By FELICIA R. LEE
Published: February 5, 2008
“African-American Lives 2,” a four-part series on PBS that begins on Wednesday night, belies its sleepy name with the poetry of history, the magic of science and the allure of the family trees of Morgan Freeman, Chris Rock, Tina Turner, Don Cheadle, Tom Joyner and Maya Angelou.
It is the latest incarnation of the highly rated, critically successful star genealogy program that its host, the Harvard professor Henry Louis Gates Jr., presented in 2006. Then Oprah Winfrey, Chris Tucker, Quincy Jones and Whoopi Goldberg were among Professor Gates’s eight guests for “African-American Lives.” That was followed in 2007 by “Oprah’s Roots.”
This time scientists use DNA samples, and scholars peruse slave ship records, wills and other documents to recreate the histories of 12 people, including Professor Gates and one Everywoman guest.
“I conceived of these series as roots in a test tube,” Professor Gates says early in “Lives,” which will be broadcast on most PBS stations in two hourlong episodes on Wednesday and two on Feb. 13. Through the prism of the individual stories of rapes of black women, the failed promise of Reconstruction, the great migration of black Southerners to the North, the struggle for education, land, and freedom, Professor Gates lays bare the basic contradiction of the American dream.
Mr. Rock can be seen wiping away a tear after learning that his great-great-grandfather fought in the Civil War, served in the South Carolina Legislature, and died owning dozens of acres of land. He never knew any of that history, Mr. Rock says in the program. He recounts growing up in a working-class Brooklyn neighborhood and being bused to a white school where he was bullied.
“Until I lucked into a comedy club at, you know, age 20, just on a whim, I assumed I would pick up things for white people for the rest of my life,” Mr. Rock says. “If I’d known this, it would have taken away the inevitability that I was going to be nothing.”
Along with the triumphs are the inevitable tragedies. Tom Joyner, the celebrity radio personality, is shaken to learn that in 1915 an all-white jury in South Carolina convicted his two great-uncles of killing a white man. They were prosperous landowners, but were sent to the electric chair, even though evidence uncovered by the “Lives” researchers suggests their innocence. Mr. Joyner and Professor Gates said they planned to petition the South Carolina government to exonerate them posthumously.
Mr. Joyner is seen in “Lives” gathered with his extended family, reading old newspaper articles and learning a story that had been lost.
“I have had mixed emotions — grief, anger, pride,” Mr. Joyner said in an interview about the program’s revelations, adding, “If you feel — and all of us have these feelings — that you can’t go any further, think about the people in your past and what they survived.”
In addition to the celebrities, the “Lives” interview subjects include Bliss Broyard, a writer whose father, Anatole Broyard, a New York Times book critic and editor, was black and passed for white; the Rev. Peter J. Gomes, a Harvard theologian; Linda Johnson Rice, president and chief executive of the company that publishes Ebony and Jet magazines; Jackie Joyner-Kersee, the Olympic gold-medal athlete; and Kathleen Henderson, a University of Dayton administrator who competed with more than 2,000 entrants to be on the program.
Professor Gates, a co-founder of the genealogy Web site AfricanDNA.com and the director of the W. E. B. Du Bois Institute for African and African American Research at Harvard, keeps things going at a rapid pace for his guests. He whips out photographs of former slave masters (who were sometimes relatives), pinpoints the African countries of ancestors and travels to Ireland himself to track down his Irish roots. In the last episode everyone learns his or her percentage of European, Native American and African blood.
“These stories are much more in-depth than those in ‘African-American Lives,’ ” Mr. Gates said in a recent telephone interview. “Then, a lot of documents had not been digitized, and we’ve learned to interpret the DNA testing better, with more subtlety and sophistication.”
In one of the stories Morgan Freeman puzzles over the nature of the relationship between his white great-great-grandfather and African-American great-great-grandmother, who had eight children together. His great-great grandfather’s employer owned her.
“I don’t know, really,” Mr. Freeman replies when Professor Gates asks him how that information makes him feel.
But, in a twist, the “Lives” researchers discovered that Mr. Morgan’s white great-great grandfather sold land to his biracial sons. And they found the great-great-grandparents’ headstones on that land in Mississippi, side by side, bearing the same last name and surrounded by the graves of their children.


(DIRECTIONS FOR THIS TASK): If a line in the data holds the string "than", list it.

(Figure dataset records)
===============

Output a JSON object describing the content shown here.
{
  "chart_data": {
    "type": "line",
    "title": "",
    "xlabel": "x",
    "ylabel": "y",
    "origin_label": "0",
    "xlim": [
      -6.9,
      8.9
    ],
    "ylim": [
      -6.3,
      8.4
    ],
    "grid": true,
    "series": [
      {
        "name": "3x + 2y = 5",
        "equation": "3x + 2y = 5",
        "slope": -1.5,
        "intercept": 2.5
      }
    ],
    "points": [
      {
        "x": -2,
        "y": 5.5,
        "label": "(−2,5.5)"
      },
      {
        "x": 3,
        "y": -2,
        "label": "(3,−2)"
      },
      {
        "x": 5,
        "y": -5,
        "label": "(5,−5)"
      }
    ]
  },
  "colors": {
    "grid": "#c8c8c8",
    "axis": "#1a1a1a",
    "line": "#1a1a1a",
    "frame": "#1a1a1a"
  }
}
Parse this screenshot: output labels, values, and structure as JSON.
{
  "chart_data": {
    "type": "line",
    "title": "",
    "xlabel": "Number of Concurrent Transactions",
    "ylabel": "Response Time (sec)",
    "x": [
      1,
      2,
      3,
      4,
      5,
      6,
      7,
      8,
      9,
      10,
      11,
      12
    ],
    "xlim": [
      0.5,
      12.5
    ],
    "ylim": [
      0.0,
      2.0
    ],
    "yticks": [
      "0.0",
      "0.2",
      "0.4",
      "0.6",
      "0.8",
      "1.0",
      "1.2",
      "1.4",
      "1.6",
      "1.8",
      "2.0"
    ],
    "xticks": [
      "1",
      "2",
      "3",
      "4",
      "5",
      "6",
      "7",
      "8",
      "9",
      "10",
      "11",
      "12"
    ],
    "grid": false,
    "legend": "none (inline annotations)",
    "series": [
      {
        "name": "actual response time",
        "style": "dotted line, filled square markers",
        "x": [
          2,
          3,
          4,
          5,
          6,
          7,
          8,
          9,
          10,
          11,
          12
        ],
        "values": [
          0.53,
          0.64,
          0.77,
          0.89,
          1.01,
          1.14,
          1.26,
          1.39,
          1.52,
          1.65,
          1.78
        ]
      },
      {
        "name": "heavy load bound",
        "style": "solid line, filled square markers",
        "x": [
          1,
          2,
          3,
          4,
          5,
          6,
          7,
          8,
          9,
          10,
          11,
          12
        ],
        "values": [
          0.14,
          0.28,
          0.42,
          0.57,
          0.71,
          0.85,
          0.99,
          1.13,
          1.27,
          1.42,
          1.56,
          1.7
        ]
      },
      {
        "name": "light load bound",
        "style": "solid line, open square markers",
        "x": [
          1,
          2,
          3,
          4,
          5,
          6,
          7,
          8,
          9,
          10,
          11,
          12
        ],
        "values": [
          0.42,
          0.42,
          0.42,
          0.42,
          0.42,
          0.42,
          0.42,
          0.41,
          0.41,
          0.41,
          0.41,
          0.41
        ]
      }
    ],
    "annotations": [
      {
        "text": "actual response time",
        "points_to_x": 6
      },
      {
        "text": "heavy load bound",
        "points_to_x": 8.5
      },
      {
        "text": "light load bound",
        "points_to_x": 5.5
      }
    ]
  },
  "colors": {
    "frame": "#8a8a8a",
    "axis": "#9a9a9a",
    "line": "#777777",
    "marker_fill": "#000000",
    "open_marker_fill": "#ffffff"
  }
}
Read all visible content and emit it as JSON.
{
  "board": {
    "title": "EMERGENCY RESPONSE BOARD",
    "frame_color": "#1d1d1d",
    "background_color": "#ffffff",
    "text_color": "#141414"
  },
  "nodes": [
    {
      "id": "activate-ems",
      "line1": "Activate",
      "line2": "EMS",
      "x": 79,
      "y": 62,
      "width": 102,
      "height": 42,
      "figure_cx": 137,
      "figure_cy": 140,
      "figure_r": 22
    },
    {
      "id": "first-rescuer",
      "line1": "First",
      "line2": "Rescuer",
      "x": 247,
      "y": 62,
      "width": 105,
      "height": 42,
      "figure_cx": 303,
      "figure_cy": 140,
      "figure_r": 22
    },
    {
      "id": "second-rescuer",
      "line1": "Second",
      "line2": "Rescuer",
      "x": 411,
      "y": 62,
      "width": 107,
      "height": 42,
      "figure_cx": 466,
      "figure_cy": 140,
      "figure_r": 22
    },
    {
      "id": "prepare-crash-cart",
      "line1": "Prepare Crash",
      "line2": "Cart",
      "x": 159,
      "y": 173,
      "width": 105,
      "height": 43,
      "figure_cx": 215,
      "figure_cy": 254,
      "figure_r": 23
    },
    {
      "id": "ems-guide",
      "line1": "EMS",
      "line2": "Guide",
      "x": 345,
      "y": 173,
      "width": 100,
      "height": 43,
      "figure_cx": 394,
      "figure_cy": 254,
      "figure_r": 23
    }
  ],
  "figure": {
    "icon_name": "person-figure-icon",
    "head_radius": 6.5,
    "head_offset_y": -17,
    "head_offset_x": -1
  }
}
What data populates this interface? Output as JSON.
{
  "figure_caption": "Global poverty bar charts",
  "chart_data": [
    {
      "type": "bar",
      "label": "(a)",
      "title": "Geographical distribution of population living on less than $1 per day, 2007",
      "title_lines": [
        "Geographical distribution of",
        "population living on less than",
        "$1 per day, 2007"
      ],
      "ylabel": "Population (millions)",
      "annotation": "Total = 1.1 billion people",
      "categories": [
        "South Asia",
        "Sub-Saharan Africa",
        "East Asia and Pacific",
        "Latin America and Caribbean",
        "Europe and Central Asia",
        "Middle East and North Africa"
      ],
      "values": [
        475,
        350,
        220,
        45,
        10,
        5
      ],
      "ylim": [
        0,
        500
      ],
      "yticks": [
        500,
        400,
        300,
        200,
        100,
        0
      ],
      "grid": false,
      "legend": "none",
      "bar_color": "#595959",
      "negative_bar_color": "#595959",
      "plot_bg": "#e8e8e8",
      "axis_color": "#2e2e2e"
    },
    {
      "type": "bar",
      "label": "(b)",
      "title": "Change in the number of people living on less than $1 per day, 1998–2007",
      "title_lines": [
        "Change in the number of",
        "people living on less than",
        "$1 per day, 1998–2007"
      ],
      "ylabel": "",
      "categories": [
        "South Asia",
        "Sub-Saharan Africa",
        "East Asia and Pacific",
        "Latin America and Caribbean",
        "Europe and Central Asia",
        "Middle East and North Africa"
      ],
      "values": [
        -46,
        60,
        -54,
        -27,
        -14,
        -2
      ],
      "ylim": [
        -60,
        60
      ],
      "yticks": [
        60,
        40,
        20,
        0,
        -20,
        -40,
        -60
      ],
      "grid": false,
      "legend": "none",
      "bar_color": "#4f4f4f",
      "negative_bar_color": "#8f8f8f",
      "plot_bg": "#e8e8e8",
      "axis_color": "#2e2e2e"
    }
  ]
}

===============

(FINISHED EXERCISE):
      "title": "Geographical distribution of population living on less than $1 per day, 2007",
        "population living on less than",
      "title": "Change in the number of people living on less than $1 per day, 1998–2007",
        "people living on less than",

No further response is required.